_What needs to be done_:
Retype each line of the listing. Do not alter anything.
---- Listed entries
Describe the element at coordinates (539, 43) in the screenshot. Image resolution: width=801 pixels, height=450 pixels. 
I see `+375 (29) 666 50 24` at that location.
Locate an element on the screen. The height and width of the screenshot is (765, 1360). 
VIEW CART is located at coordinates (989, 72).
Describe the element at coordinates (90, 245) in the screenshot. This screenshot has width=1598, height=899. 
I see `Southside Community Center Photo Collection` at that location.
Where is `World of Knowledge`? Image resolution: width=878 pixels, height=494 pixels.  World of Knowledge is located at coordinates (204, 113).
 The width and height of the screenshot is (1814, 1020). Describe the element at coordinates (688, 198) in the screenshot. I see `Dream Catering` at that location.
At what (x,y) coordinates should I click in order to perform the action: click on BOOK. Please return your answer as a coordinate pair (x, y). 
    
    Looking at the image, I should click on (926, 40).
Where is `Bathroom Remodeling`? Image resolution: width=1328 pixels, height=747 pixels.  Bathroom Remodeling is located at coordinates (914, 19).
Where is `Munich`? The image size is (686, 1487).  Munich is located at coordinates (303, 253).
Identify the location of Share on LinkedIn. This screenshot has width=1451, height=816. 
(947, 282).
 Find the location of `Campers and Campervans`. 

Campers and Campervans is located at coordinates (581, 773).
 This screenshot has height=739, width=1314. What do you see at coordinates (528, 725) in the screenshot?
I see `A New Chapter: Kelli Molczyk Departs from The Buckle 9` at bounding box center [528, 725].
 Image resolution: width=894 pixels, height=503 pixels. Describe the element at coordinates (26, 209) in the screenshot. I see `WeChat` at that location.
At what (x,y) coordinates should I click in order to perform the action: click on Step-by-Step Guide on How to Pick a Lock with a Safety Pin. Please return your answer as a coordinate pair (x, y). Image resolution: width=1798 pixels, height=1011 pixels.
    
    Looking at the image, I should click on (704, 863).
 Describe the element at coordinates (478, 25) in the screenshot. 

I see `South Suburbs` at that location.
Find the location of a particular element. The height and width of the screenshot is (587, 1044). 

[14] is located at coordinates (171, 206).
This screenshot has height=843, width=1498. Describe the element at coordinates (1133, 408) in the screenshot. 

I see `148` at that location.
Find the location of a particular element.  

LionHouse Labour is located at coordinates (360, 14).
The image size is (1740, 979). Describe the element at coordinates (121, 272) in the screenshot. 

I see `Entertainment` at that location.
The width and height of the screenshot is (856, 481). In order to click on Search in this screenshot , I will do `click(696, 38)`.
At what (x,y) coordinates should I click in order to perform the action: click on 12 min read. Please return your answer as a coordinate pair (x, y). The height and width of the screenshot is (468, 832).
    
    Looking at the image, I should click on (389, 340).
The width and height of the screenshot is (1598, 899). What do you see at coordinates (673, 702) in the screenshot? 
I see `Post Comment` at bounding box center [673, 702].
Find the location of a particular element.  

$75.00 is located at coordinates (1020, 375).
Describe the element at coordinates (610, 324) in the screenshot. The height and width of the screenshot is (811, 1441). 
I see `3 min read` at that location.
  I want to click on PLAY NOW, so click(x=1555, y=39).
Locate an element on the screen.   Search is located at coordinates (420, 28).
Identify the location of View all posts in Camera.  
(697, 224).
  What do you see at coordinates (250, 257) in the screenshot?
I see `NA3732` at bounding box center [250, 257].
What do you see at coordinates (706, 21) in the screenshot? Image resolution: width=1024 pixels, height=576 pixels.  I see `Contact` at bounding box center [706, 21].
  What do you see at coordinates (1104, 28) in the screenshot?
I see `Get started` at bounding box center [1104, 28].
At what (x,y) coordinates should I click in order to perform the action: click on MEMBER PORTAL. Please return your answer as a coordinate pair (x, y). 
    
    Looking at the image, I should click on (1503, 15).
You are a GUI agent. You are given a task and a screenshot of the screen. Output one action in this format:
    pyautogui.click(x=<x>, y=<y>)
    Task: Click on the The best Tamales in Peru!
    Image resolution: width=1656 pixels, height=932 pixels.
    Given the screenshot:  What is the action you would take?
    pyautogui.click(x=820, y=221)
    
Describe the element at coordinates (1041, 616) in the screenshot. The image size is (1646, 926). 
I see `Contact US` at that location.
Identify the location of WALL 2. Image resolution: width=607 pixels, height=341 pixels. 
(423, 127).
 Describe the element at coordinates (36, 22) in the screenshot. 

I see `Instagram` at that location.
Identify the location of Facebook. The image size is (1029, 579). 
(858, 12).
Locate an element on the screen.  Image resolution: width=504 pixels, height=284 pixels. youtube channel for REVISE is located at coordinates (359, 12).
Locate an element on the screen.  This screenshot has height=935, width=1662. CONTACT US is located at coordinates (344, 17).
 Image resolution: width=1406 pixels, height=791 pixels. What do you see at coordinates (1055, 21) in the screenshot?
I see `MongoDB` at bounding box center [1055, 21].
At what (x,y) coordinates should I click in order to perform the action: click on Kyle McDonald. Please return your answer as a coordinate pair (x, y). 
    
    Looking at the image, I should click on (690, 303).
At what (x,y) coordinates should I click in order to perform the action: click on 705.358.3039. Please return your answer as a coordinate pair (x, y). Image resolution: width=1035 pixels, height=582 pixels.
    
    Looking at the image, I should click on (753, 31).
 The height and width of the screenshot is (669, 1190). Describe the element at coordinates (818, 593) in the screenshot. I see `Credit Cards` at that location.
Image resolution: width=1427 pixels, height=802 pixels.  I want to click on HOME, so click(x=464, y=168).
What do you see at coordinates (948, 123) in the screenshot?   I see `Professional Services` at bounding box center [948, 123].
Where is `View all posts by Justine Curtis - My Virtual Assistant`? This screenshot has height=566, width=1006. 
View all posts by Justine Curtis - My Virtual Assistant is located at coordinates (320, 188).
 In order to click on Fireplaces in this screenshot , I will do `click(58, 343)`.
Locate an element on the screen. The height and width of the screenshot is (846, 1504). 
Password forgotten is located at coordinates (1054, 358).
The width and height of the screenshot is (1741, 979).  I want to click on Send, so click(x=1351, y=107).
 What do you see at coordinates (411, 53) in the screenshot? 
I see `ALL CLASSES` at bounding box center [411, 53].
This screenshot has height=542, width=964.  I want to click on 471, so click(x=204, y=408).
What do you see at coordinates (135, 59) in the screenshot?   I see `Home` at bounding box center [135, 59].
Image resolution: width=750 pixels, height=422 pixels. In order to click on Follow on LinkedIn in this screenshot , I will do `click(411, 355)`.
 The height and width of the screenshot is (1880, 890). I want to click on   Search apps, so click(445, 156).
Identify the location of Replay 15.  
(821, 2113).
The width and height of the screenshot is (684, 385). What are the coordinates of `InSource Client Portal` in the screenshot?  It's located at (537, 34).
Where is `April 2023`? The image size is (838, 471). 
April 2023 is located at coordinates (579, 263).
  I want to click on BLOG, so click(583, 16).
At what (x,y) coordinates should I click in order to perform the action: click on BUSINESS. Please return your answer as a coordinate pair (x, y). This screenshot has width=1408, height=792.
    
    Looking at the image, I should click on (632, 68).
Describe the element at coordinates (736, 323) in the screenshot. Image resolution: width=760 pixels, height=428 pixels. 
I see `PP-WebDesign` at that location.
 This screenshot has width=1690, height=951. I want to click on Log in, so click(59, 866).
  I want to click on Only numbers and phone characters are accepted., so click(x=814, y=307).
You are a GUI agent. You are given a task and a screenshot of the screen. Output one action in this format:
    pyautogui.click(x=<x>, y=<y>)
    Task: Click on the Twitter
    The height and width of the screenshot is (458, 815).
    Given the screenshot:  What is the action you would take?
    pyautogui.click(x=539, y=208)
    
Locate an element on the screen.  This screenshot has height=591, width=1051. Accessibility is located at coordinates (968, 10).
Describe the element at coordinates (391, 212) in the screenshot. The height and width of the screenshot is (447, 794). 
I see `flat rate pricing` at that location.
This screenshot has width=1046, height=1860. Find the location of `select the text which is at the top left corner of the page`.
--------
_Worked solution_:
Describe the element at coordinates (539, 43) in the screenshot. Image resolution: width=801 pixels, height=450 pixels. 
I see `+375 (29) 666 50 24` at that location.
Locate an element on the screen. The height and width of the screenshot is (765, 1360). 
VIEW CART is located at coordinates (989, 72).
Describe the element at coordinates (90, 245) in the screenshot. This screenshot has width=1598, height=899. 
I see `Southside Community Center Photo Collection` at that location.
Where is `World of Knowledge`? Image resolution: width=878 pixels, height=494 pixels.  World of Knowledge is located at coordinates (204, 113).
 The width and height of the screenshot is (1814, 1020). Describe the element at coordinates (688, 198) in the screenshot. I see `Dream Catering` at that location.
At what (x,y) coordinates should I click in order to perform the action: click on BOOK. Please return your answer as a coordinate pair (x, y). 
    
    Looking at the image, I should click on (926, 40).
Where is `Bathroom Remodeling`? Image resolution: width=1328 pixels, height=747 pixels.  Bathroom Remodeling is located at coordinates (914, 19).
Where is `Munich`? The image size is (686, 1487).  Munich is located at coordinates (303, 253).
Identify the location of Share on LinkedIn. This screenshot has width=1451, height=816. 
(947, 282).
 Find the location of `Campers and Campervans`. 

Campers and Campervans is located at coordinates (581, 773).
 This screenshot has height=739, width=1314. What do you see at coordinates (528, 725) in the screenshot?
I see `A New Chapter: Kelli Molczyk Departs from The Buckle 9` at bounding box center [528, 725].
 Image resolution: width=894 pixels, height=503 pixels. Describe the element at coordinates (26, 209) in the screenshot. I see `WeChat` at that location.
At what (x,y) coordinates should I click in order to perform the action: click on Step-by-Step Guide on How to Pick a Lock with a Safety Pin. Please return your answer as a coordinate pair (x, y). Image resolution: width=1798 pixels, height=1011 pixels.
    
    Looking at the image, I should click on (704, 863).
 Describe the element at coordinates (478, 25) in the screenshot. 

I see `South Suburbs` at that location.
Find the location of a particular element. The height and width of the screenshot is (587, 1044). 

[14] is located at coordinates (171, 206).
This screenshot has height=843, width=1498. Describe the element at coordinates (1133, 408) in the screenshot. 

I see `148` at that location.
Find the location of a particular element.  

LionHouse Labour is located at coordinates (360, 14).
The image size is (1740, 979). Describe the element at coordinates (121, 272) in the screenshot. 

I see `Entertainment` at that location.
The width and height of the screenshot is (856, 481). In order to click on Search in this screenshot , I will do `click(696, 38)`.
At what (x,y) coordinates should I click in order to perform the action: click on 12 min read. Please return your answer as a coordinate pair (x, y). The height and width of the screenshot is (468, 832).
    
    Looking at the image, I should click on (389, 340).
The width and height of the screenshot is (1598, 899). What do you see at coordinates (673, 702) in the screenshot? 
I see `Post Comment` at bounding box center [673, 702].
Find the location of a particular element.  

$75.00 is located at coordinates (1020, 375).
Describe the element at coordinates (610, 324) in the screenshot. The height and width of the screenshot is (811, 1441). 
I see `3 min read` at that location.
  I want to click on PLAY NOW, so click(x=1555, y=39).
Locate an element on the screen.   Search is located at coordinates (420, 28).
Identify the location of View all posts in Camera.  
(697, 224).
  What do you see at coordinates (250, 257) in the screenshot?
I see `NA3732` at bounding box center [250, 257].
What do you see at coordinates (706, 21) in the screenshot? Image resolution: width=1024 pixels, height=576 pixels.  I see `Contact` at bounding box center [706, 21].
  What do you see at coordinates (1104, 28) in the screenshot?
I see `Get started` at bounding box center [1104, 28].
At what (x,y) coordinates should I click in order to perform the action: click on MEMBER PORTAL. Please return your answer as a coordinate pair (x, y). 
    
    Looking at the image, I should click on (1503, 15).
You are a GUI agent. You are given a task and a screenshot of the screen. Output one action in this format:
    pyautogui.click(x=<x>, y=<y>)
    Task: Click on the The best Tamales in Peru!
    Image resolution: width=1656 pixels, height=932 pixels.
    Given the screenshot:  What is the action you would take?
    pyautogui.click(x=820, y=221)
    
Describe the element at coordinates (1041, 616) in the screenshot. The image size is (1646, 926). 
I see `Contact US` at that location.
Identify the location of WALL 2. Image resolution: width=607 pixels, height=341 pixels. 
(423, 127).
 Describe the element at coordinates (36, 22) in the screenshot. 

I see `Instagram` at that location.
Identify the location of Facebook. The image size is (1029, 579). 
(858, 12).
Locate an element on the screen.  Image resolution: width=504 pixels, height=284 pixels. youtube channel for REVISE is located at coordinates (359, 12).
Locate an element on the screen.  This screenshot has height=935, width=1662. CONTACT US is located at coordinates (344, 17).
 Image resolution: width=1406 pixels, height=791 pixels. What do you see at coordinates (1055, 21) in the screenshot?
I see `MongoDB` at bounding box center [1055, 21].
At what (x,y) coordinates should I click in order to perform the action: click on Kyle McDonald. Please return your answer as a coordinate pair (x, y). 
    
    Looking at the image, I should click on (690, 303).
At what (x,y) coordinates should I click in order to perform the action: click on 705.358.3039. Please return your answer as a coordinate pair (x, y). Image resolution: width=1035 pixels, height=582 pixels.
    
    Looking at the image, I should click on (753, 31).
 The height and width of the screenshot is (669, 1190). Describe the element at coordinates (818, 593) in the screenshot. I see `Credit Cards` at that location.
Image resolution: width=1427 pixels, height=802 pixels.  I want to click on HOME, so click(x=464, y=168).
What do you see at coordinates (948, 123) in the screenshot?   I see `Professional Services` at bounding box center [948, 123].
Where is `View all posts by Justine Curtis - My Virtual Assistant`? This screenshot has height=566, width=1006. 
View all posts by Justine Curtis - My Virtual Assistant is located at coordinates (320, 188).
 In order to click on Fireplaces in this screenshot , I will do `click(58, 343)`.
Locate an element on the screen. The height and width of the screenshot is (846, 1504). 
Password forgotten is located at coordinates (1054, 358).
The width and height of the screenshot is (1741, 979).  I want to click on Send, so click(x=1351, y=107).
 What do you see at coordinates (411, 53) in the screenshot? 
I see `ALL CLASSES` at bounding box center [411, 53].
This screenshot has height=542, width=964.  I want to click on 471, so click(x=204, y=408).
What do you see at coordinates (135, 59) in the screenshot?   I see `Home` at bounding box center [135, 59].
Image resolution: width=750 pixels, height=422 pixels. In order to click on Follow on LinkedIn in this screenshot , I will do `click(411, 355)`.
 The height and width of the screenshot is (1880, 890). I want to click on   Search apps, so click(445, 156).
Identify the location of Replay 15.  
(821, 2113).
The width and height of the screenshot is (684, 385). What are the coordinates of `InSource Client Portal` in the screenshot?  It's located at (537, 34).
Where is `April 2023`? The image size is (838, 471). 
April 2023 is located at coordinates (579, 263).
  I want to click on BLOG, so click(583, 16).
At what (x,y) coordinates should I click in order to perform the action: click on BUSINESS. Please return your answer as a coordinate pair (x, y). This screenshot has width=1408, height=792.
    
    Looking at the image, I should click on (632, 68).
Describe the element at coordinates (736, 323) in the screenshot. Image resolution: width=760 pixels, height=428 pixels. 
I see `PP-WebDesign` at that location.
 This screenshot has width=1690, height=951. I want to click on Log in, so click(59, 866).
  I want to click on Only numbers and phone characters are accepted., so click(x=814, y=307).
You are a GUI agent. You are given a task and a screenshot of the screen. Output one action in this format:
    pyautogui.click(x=<x>, y=<y>)
    Task: Click on the Twitter
    The height and width of the screenshot is (458, 815).
    Given the screenshot:  What is the action you would take?
    pyautogui.click(x=539, y=208)
    
Locate an element on the screen.  This screenshot has height=591, width=1051. Accessibility is located at coordinates (968, 10).
Describe the element at coordinates (391, 212) in the screenshot. The height and width of the screenshot is (447, 794). 
I see `flat rate pricing` at that location.
This screenshot has width=1046, height=1860. Find the location of `select the text which is at the top left corner of the page`.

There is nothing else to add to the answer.